5. Even when siege is succesfull, attacker is likely to take significant casualties. After that it is unlikely that the same army will do another siege right away. They can have a feast too and try to heal wounded troops at the new keep.
6. Attacked kingdom is likely to have an army nearby too (which was headed to defend), and while the castle/town still has no militia, maybe even destroyed walls, attacker will be at disadvantage while trying to keep the new fief.
7. If one kingdom nonetheless will take several fiefs in one war (and generally become too vast), other kingdoms should see that as opportunity to punish that kingdom and take some land for themselves.
8. When kingdom has its attacking forces depleted, it will seek peace. And will want that peace until it has strong army with nothing to do again.

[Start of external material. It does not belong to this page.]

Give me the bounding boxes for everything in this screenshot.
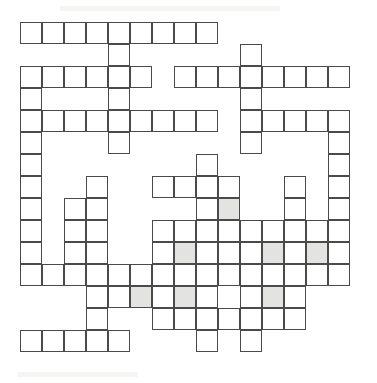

9. Lords should be much more loyal, needing to pass a requirement for them to even speak about treachery: like bad relations with king, having no fiefs, while other clans of the same influence have several. Lords should be despleased when new clan enters the kingdom and especially (with influence still low) being granted a fief. New clan with decent rank will not like to join a kingdom without being granted a fief. That will make it more difficult for too vast kingdoms to increase their attacking capabilities.
10. If clan leaves the kingdom, it loses its fiefs, unless it is rebellion. Rebel should be at war with everyone at initial state and should make peace. Other clans can join the rebellion with their fiefs at the moment it occurs. Later they will have to make another rebellion or lose their fiefs (if any).
The main point, I guess, is that attacking force is lower than defending (lords have to recruit and train troops, like player does). And that over-expansion is punished by other kingdoms.
I believe it should make every siege an achievement big enough to have a feast and make a peace after. Without that being hardcoded irrational action.
And that does not require any major changes to the game too.